Thursday, November 1, 2012

NaNoWriMo

It wasn't till last year that I finally heard about National Novel Writing Month, a program designed to help writers pound out a very rough first draft of a novel. The goal is to write 50,000 words by the end of November, which evens out to 1,667 words per day (roughly six pages double spaced). I loved the idea of a month of frantically writing with "reckless abandon," as they say, but it was daunting. You're supposed to start from scratch i.e. you can have notes and that sort of thing, but you can't have written any of the actual text before. So as November 1st zoomed into view, I started to panic. I had the barest of bare bones of an idea that I could start working on completely from scratch, but there was one glaring problem. The story that's been weighing on me most, a story which I began writing for my class last year, was the one I wanted to write. I went back and forth about it, but ultimately decided to be a "rebel" and work on this story (in my defense, I scrapped most of what I had written for it previously anyway). 
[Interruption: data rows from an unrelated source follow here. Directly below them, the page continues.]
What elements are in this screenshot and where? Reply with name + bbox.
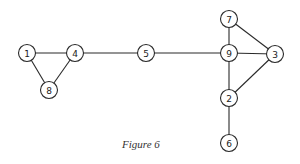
svg-text:8: 8 <box>46 86 52 96</box>
svg-text:4: 4 <box>72 49 78 59</box>
node-8: 8 <box>41 82 58 99</box>
graph-nodes: 148597326 <box>19 11 284 152</box>
svg-text:5: 5 <box>143 49 149 59</box>
svg-text:1: 1 <box>24 49 30 59</box>
node-5: 5 <box>138 45 155 62</box>
node-1: 1 <box>19 45 36 62</box>
edge-2-3 <box>229 54 275 98</box>
node-4: 4 <box>67 45 84 62</box>
svg-text:7: 7 <box>226 15 232 25</box>
svg-text:3: 3 <box>272 50 278 60</box>
graph-edges <box>27 19 275 143</box>
figure-caption: Figure 6 <box>122 138 160 150</box>
node-9: 9 <box>221 45 238 62</box>
svg-text:9: 9 <box>226 49 232 59</box>
node-7: 7 <box>221 11 238 28</box>
node-6: 6 <box>221 135 238 152</box>
node-3: 3 <box>267 46 284 63</box>
svg-text:6: 6 <box>226 139 232 149</box>
svg-text:2: 2 <box>226 94 232 104</box>
node-2: 2 <box>221 90 238 107</box>
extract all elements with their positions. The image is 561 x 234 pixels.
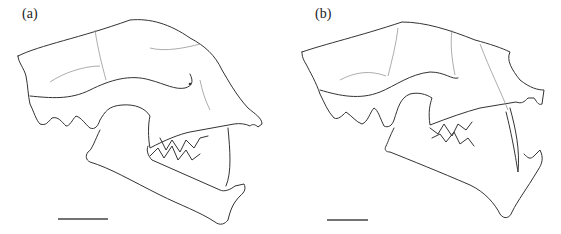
skull-drawing-b xyxy=(280,0,561,234)
panel-b: (b) xyxy=(280,0,561,234)
panel-a: (a) xyxy=(0,0,280,234)
skull-drawing-a xyxy=(0,0,280,234)
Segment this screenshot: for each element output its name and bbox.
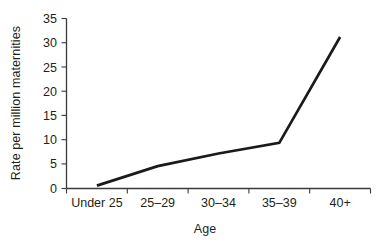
y-tick-label-25: 25 bbox=[43, 61, 57, 75]
x-tick-label-35-39: 35–39 bbox=[262, 196, 297, 210]
x-tick-label-30-34: 30–34 bbox=[201, 196, 236, 210]
y-tick-label-10: 10 bbox=[43, 133, 57, 147]
y-tick-label-20: 20 bbox=[43, 85, 57, 99]
x-tick-label-40-plus: 40+ bbox=[329, 196, 350, 210]
y-tick-label-5: 5 bbox=[50, 157, 57, 171]
x-tick-label-25-29: 25–29 bbox=[140, 196, 175, 210]
chart-canvas: 35 30 25 20 15 10 5 0 Under 25 25–29 30–… bbox=[0, 0, 378, 247]
x-axis-title: Age bbox=[194, 222, 217, 236]
y-axis-title: Rate per million maternities bbox=[9, 26, 23, 180]
x-tick-label-under-25: Under 25 bbox=[71, 196, 122, 210]
line-chart-figure: 35 30 25 20 15 10 5 0 Under 25 25–29 30–… bbox=[0, 0, 378, 247]
y-tick-label-15: 15 bbox=[43, 109, 57, 123]
y-tick-label-30: 30 bbox=[43, 36, 57, 50]
y-tick-label-0: 0 bbox=[50, 182, 57, 196]
y-tick-label-35: 35 bbox=[43, 12, 57, 26]
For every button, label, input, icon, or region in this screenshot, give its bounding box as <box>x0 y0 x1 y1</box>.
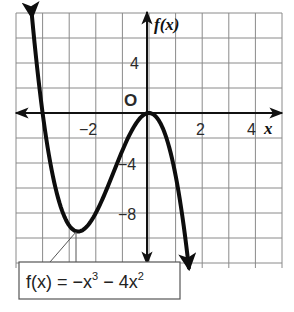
grid-lines <box>16 13 282 268</box>
function-graph: f(x) x O −2 2 4 4 −4 −8 f(x) = −x3 − 4x2 <box>0 0 294 312</box>
callout-pointer <box>50 232 76 262</box>
function-curve <box>32 16 189 267</box>
y-axis-label: f(x) <box>154 15 179 34</box>
x-axis-label: x <box>263 119 273 138</box>
tick-label-x-2: 2 <box>196 121 205 138</box>
tick-label-y-4: 4 <box>130 55 139 72</box>
tick-label-y-neg4: −4 <box>118 156 136 173</box>
equation-callout: f(x) = −x3 − 4x2 <box>19 232 180 299</box>
equation-label: f(x) = −x3 − 4x2 <box>26 270 144 292</box>
tick-label-y-neg8: −8 <box>118 206 136 223</box>
tick-label-x-4: 4 <box>247 121 256 138</box>
origin-label: O <box>124 91 137 110</box>
tick-label-x-neg2: −2 <box>79 121 97 138</box>
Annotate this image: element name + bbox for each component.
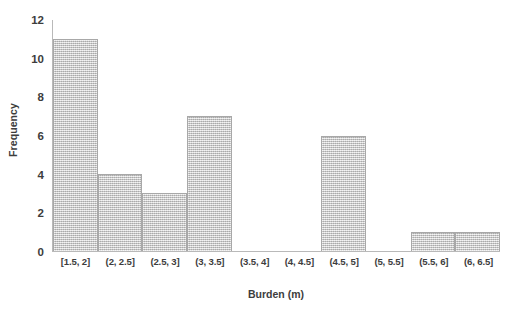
- histogram-chart: Frequency 121086420 [1.5, 2](2, 2.5](2.5…: [0, 0, 514, 313]
- bar[interactable]: [321, 136, 366, 252]
- bar-slot: [321, 20, 366, 251]
- bar[interactable]: [187, 116, 232, 251]
- x-axis-title: Burden (m): [52, 288, 500, 300]
- y-axis-title-label: Frequency: [7, 103, 19, 157]
- y-axis-title: Frequency: [2, 0, 24, 260]
- x-axis-tick-label: [1.5, 2]: [53, 256, 98, 267]
- bar[interactable]: [98, 174, 143, 251]
- y-axis-tick-label: 2: [38, 207, 44, 219]
- x-axis-tick-label: (4.5, 5]: [322, 256, 367, 267]
- x-axis-tick-labels: [1.5, 2](2, 2.5](2.5, 3](3, 3.5](3.5, 4]…: [53, 256, 501, 267]
- x-axis-tick-label: (3, 3.5]: [187, 256, 232, 267]
- bar-slot: [232, 20, 277, 251]
- x-axis-tick-label: (2.5, 3]: [143, 256, 188, 267]
- x-axis-tick-label: (5, 5.5]: [367, 256, 412, 267]
- x-axis-tick-label: (6, 6.5]: [456, 256, 501, 267]
- y-axis-tick-label: 6: [38, 130, 44, 142]
- bar-slot: [142, 20, 187, 251]
- y-axis-tick-label: 12: [31, 14, 44, 26]
- bar[interactable]: [455, 232, 500, 251]
- x-axis-tick-label: (4, 4.5]: [277, 256, 322, 267]
- bar-slot: [366, 20, 411, 251]
- y-axis-tick-labels: 121086420: [22, 20, 48, 252]
- bar[interactable]: [411, 232, 456, 251]
- bar-series: [53, 20, 500, 251]
- x-axis-tick-label: (3.5, 4]: [232, 256, 277, 267]
- y-axis-tick-label: 4: [38, 169, 44, 181]
- bar-slot: [411, 20, 456, 251]
- bar-slot: [277, 20, 322, 251]
- x-axis-tick-label: (5.5, 6]: [411, 256, 456, 267]
- bar[interactable]: [53, 39, 98, 251]
- y-axis-tick-label: 10: [31, 53, 44, 65]
- plot-area: [52, 20, 500, 252]
- bar-slot: [187, 20, 232, 251]
- x-axis-tick-label: (2, 2.5]: [98, 256, 143, 267]
- y-axis-tick-label: 0: [38, 246, 44, 258]
- bar[interactable]: [142, 193, 187, 251]
- bar-slot: [98, 20, 143, 251]
- bar-slot: [53, 20, 98, 251]
- y-axis-tick-label: 8: [38, 91, 44, 103]
- bar-slot: [455, 20, 500, 251]
- x-axis-line: [52, 251, 500, 252]
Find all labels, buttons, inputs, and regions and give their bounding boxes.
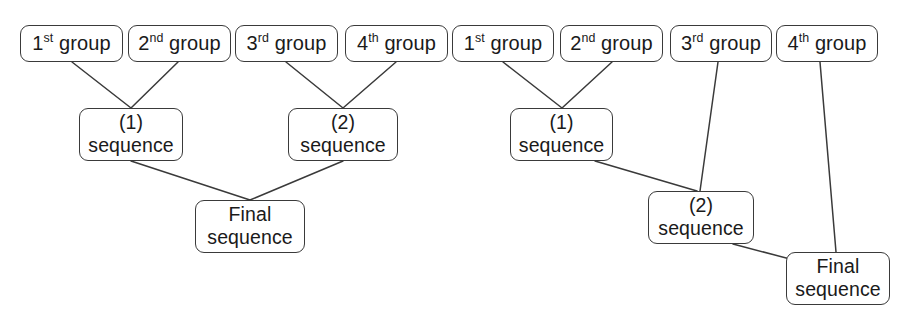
node-r-sequence-2-line2: sequence [658, 218, 743, 240]
node-group-1[interactable]: 1st group [20, 25, 123, 62]
edge-r-seq1-seq2 [595, 161, 697, 191]
edge-r-group4-final [820, 62, 836, 252]
ordinal-suffix: rd [692, 32, 703, 46]
ordinal-suffix: nd [149, 32, 163, 46]
node-sequence-1[interactable]: (1) sequence [79, 108, 183, 161]
ordinal-suffix: nd [581, 32, 595, 46]
edge-seq1-final [131, 161, 250, 200]
node-r-sequence-2-line1: (2) [689, 195, 713, 217]
ordinal-suffix: st [44, 32, 54, 46]
edge-group2-seq1 [131, 62, 178, 108]
node-r-group-2-label: 2nd group [570, 32, 653, 54]
ordinal-suffix: rd [258, 32, 269, 46]
node-group-2-label: 2nd group [138, 32, 221, 54]
node-group-1-label: 1st group [32, 32, 110, 54]
edge-r-group3-seq2 [700, 62, 718, 191]
edge-r-group1-seq1 [503, 62, 562, 108]
node-r-final-sequence[interactable]: Final sequence [786, 252, 890, 305]
node-r-sequence-2[interactable]: (2) sequence [648, 191, 754, 244]
node-sequence-2[interactable]: (2) sequence [288, 108, 398, 161]
ordinal-suffix: th [799, 32, 810, 46]
node-r-group-4-label: 4th group [787, 32, 866, 54]
node-r-group-4[interactable]: 4th group [776, 25, 878, 62]
node-sequence-2-line1: (2) [331, 112, 355, 134]
edge-seq2-final [250, 161, 343, 200]
node-final-sequence-line1: Final [229, 204, 272, 226]
node-r-group-3-label: 3rd group [681, 32, 761, 54]
node-group-4[interactable]: 4th group [345, 25, 448, 62]
ordinal-suffix: st [475, 32, 485, 46]
diagram-canvas: 1st group 2nd group 3rd group 4th group … [0, 0, 908, 322]
node-group-3[interactable]: 3rd group [235, 25, 338, 62]
node-r-group-3[interactable]: 3rd group [670, 25, 772, 62]
node-r-group-1-label: 1st group [464, 32, 542, 54]
node-sequence-1-line1: (1) [119, 112, 143, 134]
node-r-final-sequence-line2: sequence [795, 279, 880, 301]
node-sequence-1-line2: sequence [88, 135, 173, 157]
node-r-sequence-1-line2: sequence [519, 135, 604, 157]
ordinal-suffix: th [368, 32, 379, 46]
node-r-final-sequence-line1: Final [817, 256, 860, 278]
edge-group1-seq1 [72, 62, 131, 108]
node-r-group-1[interactable]: 1st group [452, 25, 554, 62]
node-r-sequence-1[interactable]: (1) sequence [510, 108, 613, 161]
edge-group4-seq2 [343, 62, 396, 108]
node-group-4-label: 4th group [357, 32, 436, 54]
node-final-sequence[interactable]: Final sequence [195, 200, 305, 253]
node-sequence-2-line2: sequence [300, 135, 385, 157]
node-group-3-label: 3rd group [247, 32, 327, 54]
edge-group3-seq2 [286, 62, 343, 108]
node-group-2[interactable]: 2nd group [128, 25, 231, 62]
edge-r-seq2-final [733, 244, 790, 259]
edge-r-group2-seq1 [562, 62, 612, 108]
node-final-sequence-line2: sequence [207, 227, 292, 249]
node-r-group-2[interactable]: 2nd group [560, 25, 663, 62]
node-r-sequence-1-line1: (1) [549, 112, 573, 134]
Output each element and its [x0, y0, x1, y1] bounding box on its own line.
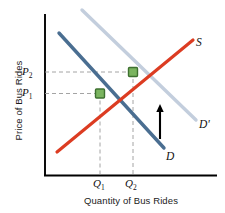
- demand-shifted-curve-label: D': [199, 118, 210, 130]
- demand-shift-arrow-icon: [156, 104, 163, 139]
- y-tick-label-p1: P1: [22, 86, 32, 101]
- demand-shifted-curve: [82, 10, 196, 120]
- x-tick-label-q1: Q1: [93, 177, 105, 192]
- y-axis-title: Price of Bus Rides: [13, 36, 24, 166]
- equilibrium-point-2: [129, 68, 138, 77]
- demand-curve-label: D: [166, 150, 174, 162]
- x-tick-label-q2: Q2: [125, 177, 137, 192]
- supply-demand-chart: P2 P1 Q1 Q2 S D D' Price of Bus Rides Qu…: [0, 0, 225, 213]
- chart-plot-area: [0, 0, 225, 213]
- equilibrium-point-1: [96, 89, 105, 98]
- x-axis-title: Quantity of Bus Rides: [45, 195, 217, 206]
- demand-curve: [59, 33, 164, 148]
- y-tick-label-p2: P2: [22, 65, 32, 80]
- supply-curve-label: S: [196, 36, 202, 48]
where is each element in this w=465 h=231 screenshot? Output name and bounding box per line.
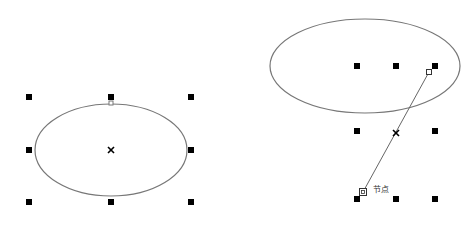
selection-handle[interactable] <box>354 63 360 69</box>
selection-handle[interactable] <box>26 147 32 153</box>
selection-handle[interactable] <box>108 199 114 205</box>
start-node-icon[interactable] <box>109 101 113 105</box>
selection-handle[interactable] <box>393 196 399 202</box>
ellipse-node-icon[interactable] <box>427 70 432 75</box>
cursor-node-icon <box>360 189 367 196</box>
right-ellipse-node-edit <box>270 19 460 202</box>
selection-handle[interactable] <box>354 128 360 134</box>
center-x-icon[interactable] <box>108 147 114 153</box>
selection-handle[interactable] <box>354 196 360 202</box>
selection-handle[interactable] <box>108 94 114 100</box>
selection-handle[interactable] <box>188 147 194 153</box>
selection-handle[interactable] <box>188 94 194 100</box>
selection-handle[interactable] <box>26 199 32 205</box>
diagram-canvas <box>0 0 465 231</box>
ellipse-shape[interactable] <box>270 19 460 113</box>
selection-handle[interactable] <box>432 196 438 202</box>
selection-handle[interactable] <box>432 63 438 69</box>
selection-handle[interactable] <box>432 128 438 134</box>
cursor-node-label: 节点 <box>373 186 389 194</box>
selection-handle[interactable] <box>26 94 32 100</box>
center-x-icon[interactable] <box>393 130 399 136</box>
left-ellipse-selection <box>26 94 194 205</box>
selection-handle[interactable] <box>393 63 399 69</box>
selection-handle[interactable] <box>188 199 194 205</box>
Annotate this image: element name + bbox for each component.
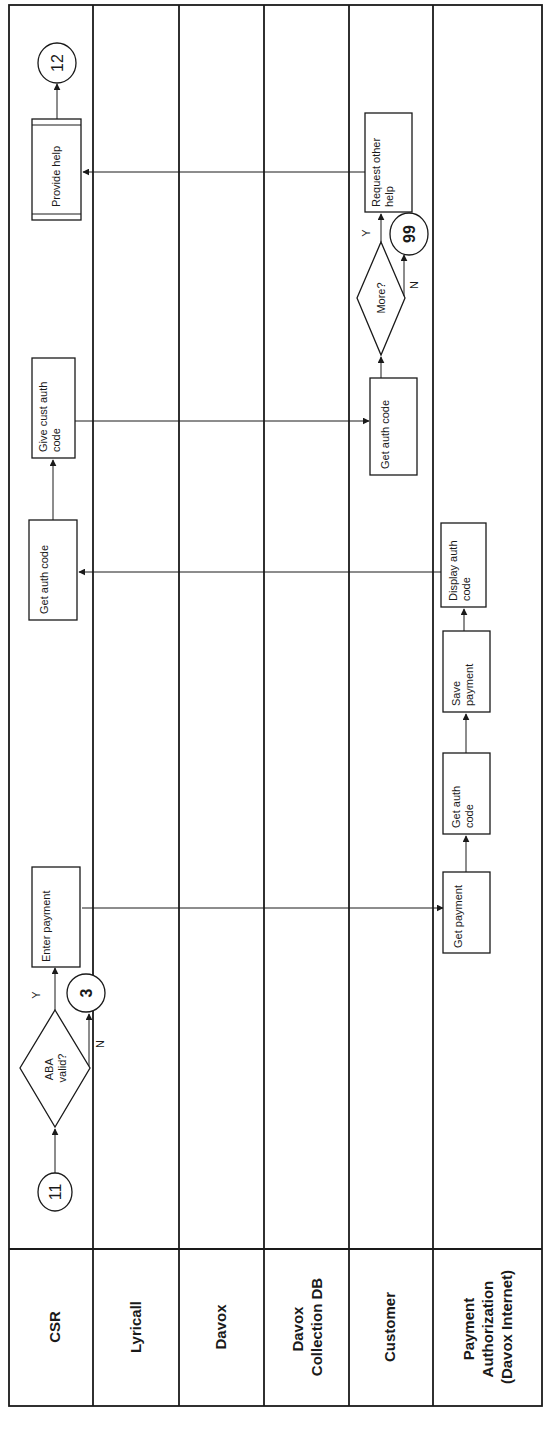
- swimlane-diagram: CSR Lyricall Davox Davox Collection DB C…: [0, 0, 554, 1454]
- process-save-payment: Save payment: [443, 631, 490, 712]
- lane-header-csr: CSR: [46, 1311, 63, 1343]
- svg-text:Get auth code: Get auth code: [38, 545, 50, 614]
- branch-label-more-no: N: [408, 281, 420, 289]
- svg-text:12: 12: [49, 54, 66, 72]
- svg-text:Enter payment: Enter payment: [40, 890, 52, 962]
- connector-99: 99: [390, 213, 428, 255]
- process-display-auth-code: Display auth code: [441, 523, 486, 607]
- svg-text:More?: More?: [375, 282, 387, 313]
- svg-text:ABA valid?: ABA valid?: [43, 1054, 68, 1083]
- process-request-other-help: Request other help: [365, 113, 412, 212]
- svg-text:3: 3: [78, 988, 95, 997]
- lane-header-payment-authorization: Payment Authorization (Davox Internet): [460, 1270, 515, 1384]
- lane-header-lyricall: Lyricall: [127, 1301, 144, 1353]
- svg-text:Get auth code: Get auth code: [379, 400, 391, 469]
- branch-label-aba-yes: Y: [30, 991, 42, 999]
- lane-header-davox-collection-db: Davox Collection DB: [289, 1278, 325, 1377]
- process-get-payment: Get payment: [443, 872, 490, 953]
- lane-header-customer: Customer: [381, 1292, 398, 1362]
- process-pa-get-auth-code: Get auth code: [443, 753, 490, 834]
- process-customer-get-auth-code: Get auth code: [370, 378, 417, 475]
- process-give-cust-auth-code: Give cust auth code: [32, 358, 75, 458]
- process-enter-payment: Enter payment: [32, 867, 80, 967]
- svg-text:Provide help: Provide help: [50, 146, 62, 207]
- connector-12: 12: [38, 43, 76, 83]
- svg-text:Get payment: Get payment: [452, 885, 464, 948]
- decision-aba-valid: ABA valid?: [20, 1010, 90, 1127]
- branch-label-aba-no: N: [94, 1040, 106, 1048]
- process-csr-get-auth-code: Get auth code: [29, 520, 77, 620]
- lane-header-davox: Davox: [212, 1304, 229, 1350]
- branch-label-more-yes: Y: [360, 229, 372, 237]
- svg-text:11: 11: [47, 1184, 64, 1201]
- decision-more: More?: [357, 242, 405, 355]
- svg-text:99: 99: [401, 225, 418, 243]
- lane-headers: CSR Lyricall Davox Davox Collection DB C…: [46, 1270, 515, 1384]
- connector-3: 3: [67, 974, 105, 1012]
- process-provide-help: Provide help: [32, 119, 81, 220]
- connector-11: 11: [38, 1173, 72, 1211]
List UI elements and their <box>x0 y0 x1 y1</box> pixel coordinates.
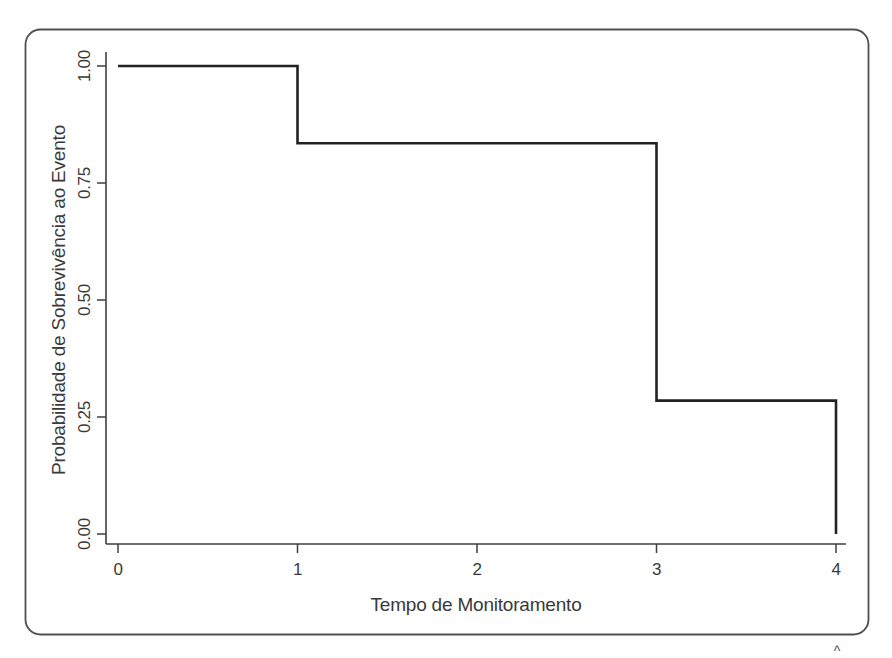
caret-mark: ^ <box>834 643 841 658</box>
x-axis-title: Tempo de Monitoramento <box>370 594 581 615</box>
y-tick-label-050: 0.50 <box>75 284 94 316</box>
y-axis-title: Probabilidade de Sobrevivência ao Evento <box>48 125 69 475</box>
y-tick-label-075: 0.75 <box>75 167 94 199</box>
survival-plot: 1.00 0.75 0.50 0.25 0.00 0 1 2 3 4 Proba… <box>0 0 892 658</box>
scanned-figure-page: 1.00 0.75 0.50 0.25 0.00 0 1 2 3 4 Proba… <box>0 0 892 658</box>
x-tick-label-4: 4 <box>831 560 840 579</box>
y-tick-label-000: 0.00 <box>75 518 94 550</box>
x-tick-label-3: 3 <box>652 560 661 579</box>
x-tick-label-0: 0 <box>113 560 122 579</box>
y-tick-label-100: 1.00 <box>75 50 94 82</box>
y-tick-label-025: 0.25 <box>75 401 94 433</box>
x-tick-label-1: 1 <box>293 560 302 579</box>
x-tick-label-2: 2 <box>472 560 481 579</box>
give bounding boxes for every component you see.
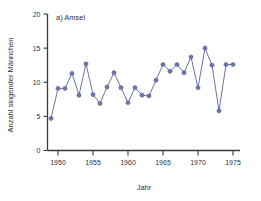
line-chart-figure: 05101520 195019551960196519701975 a) Ams… xyxy=(0,0,261,201)
data-point-marker xyxy=(217,109,221,113)
data-point-marker xyxy=(154,78,158,82)
data-point-marker xyxy=(63,86,67,90)
data-point-marker xyxy=(56,86,60,90)
data-point-marker xyxy=(105,85,109,89)
data-point-marker xyxy=(112,71,116,75)
data-point-marker xyxy=(140,93,144,97)
data-point-marker xyxy=(175,62,179,66)
x-tick-label: 1975 xyxy=(225,159,241,166)
y-tick-group: 05101520 xyxy=(33,11,48,155)
data-point-marker xyxy=(161,62,165,66)
data-point-marker xyxy=(224,62,228,66)
data-point-marker xyxy=(231,62,235,66)
y-tick-label: 15 xyxy=(33,45,41,52)
y-tick-label: 5 xyxy=(37,113,41,120)
data-point-marker xyxy=(119,86,123,90)
y-tick-label: 10 xyxy=(33,79,41,86)
y-axis: 05101520 xyxy=(33,11,48,155)
x-axis: 195019551960196519701975 xyxy=(48,151,241,166)
x-tick-label: 1960 xyxy=(120,159,136,166)
chart-svg: 05101520 195019551960196519701975 a) Ams… xyxy=(0,0,261,201)
x-tick-label: 1965 xyxy=(155,159,171,166)
data-point-marker xyxy=(70,71,74,75)
series-markers xyxy=(49,46,235,120)
data-point-marker xyxy=(182,71,186,75)
x-tick-group: 195019551960196519701975 xyxy=(50,151,241,166)
data-point-marker xyxy=(203,46,207,50)
data-point-marker xyxy=(126,101,130,105)
x-tick-label: 1970 xyxy=(190,159,206,166)
data-point-marker xyxy=(147,94,151,98)
data-point-marker xyxy=(91,92,95,96)
data-point-marker xyxy=(49,116,53,120)
y-tick-label: 0 xyxy=(37,147,41,154)
y-tick-label: 20 xyxy=(33,11,41,18)
data-point-marker xyxy=(98,101,102,105)
data-point-marker xyxy=(196,86,200,90)
x-tick-label: 1955 xyxy=(85,159,101,166)
data-point-marker xyxy=(84,62,88,66)
y-axis-title: Anzahl singender Männchen xyxy=(6,37,15,132)
data-series xyxy=(49,46,235,120)
data-point-marker xyxy=(210,63,214,67)
panel-title: a) Amsel xyxy=(56,13,86,22)
data-point-marker xyxy=(77,93,81,97)
data-point-marker xyxy=(168,69,172,73)
chart-container: 05101520 195019551960196519701975 a) Ams… xyxy=(0,0,261,201)
data-point-marker xyxy=(189,55,193,59)
x-axis-title: Jahr xyxy=(137,183,152,192)
series-line-amsel xyxy=(51,48,233,118)
x-tick-label: 1950 xyxy=(50,159,66,166)
data-point-marker xyxy=(133,86,137,90)
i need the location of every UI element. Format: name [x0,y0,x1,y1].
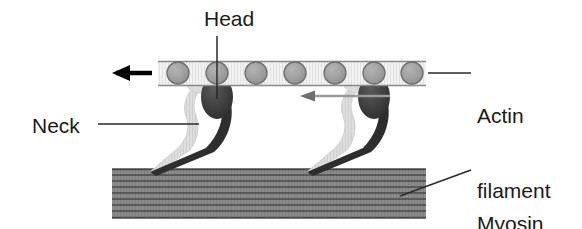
actin-subunit [167,62,189,84]
label-head: Head [204,6,254,31]
actin-subunit [284,62,306,84]
label-actin-line1: Actin [477,103,551,128]
filament-sliding-direction-arrow [112,65,152,81]
actin-subunit [245,62,267,84]
actin-subunit [324,62,346,84]
label-neck: Neck [32,113,80,138]
actin-subunit [363,62,385,84]
actin-subunit [401,62,423,84]
label-myosin-line1: Myosin [477,211,551,229]
diagram-canvas: Head Neck Actin filament Myosin filament [0,0,582,229]
label-myosin-filament: Myosin filament [477,161,551,229]
myosin-filament-shape [112,168,426,219]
So today, with my plot outlines and mess of notes, I began typing away with said reckless abandon on my lunch break. And you know what? Day one's over (1,786 words) and it feels amazing! While I'm told this will soon pass and be replaced with panic, I'm bubbling with a sense of accomplishment. It already feels like my story is evolving the way it should. So since I'm both basking in this triumph and supposed to be using this blog to keep me accountable about my writing, I've added the very scary NaNoWriMo word count monitor on the right. Keep your eye on it and send me encouragement and howlers accordingly. My only question is, why November? I'm worried this will all go out the window once I go home for Thanksgiving break, so I'm determined to try writing more than the minimum whenever I can a.k.a being extra antisocial! Side note: imagine how much more I might have written tonight had The Vampire Diaries not been on! The mind reels.

But all this novel business makes me homesick for France, the source of nearly all my ideas. Some of my greatest adventures, both good and bad, took place there and its influence trickles into most of my writing. This is especially true of setting, which I will gladly attribute to what adds up to weeks spent on trains zooming through the French countryside i.e. my muse. So I can't resist sharing this picture my friend Brita sent me earlier today of the facelifts they're giving the RER trains that run between my favorite places on earth, Paris and Versailles. 
Do you still call it fangirling when it's about a train? (x)
Comme c'est magnifique! I was just there in June, but... I think it's time to go back already! But then, isn't it always? Oh what I'd give to be scribbling away on the RER this very moment!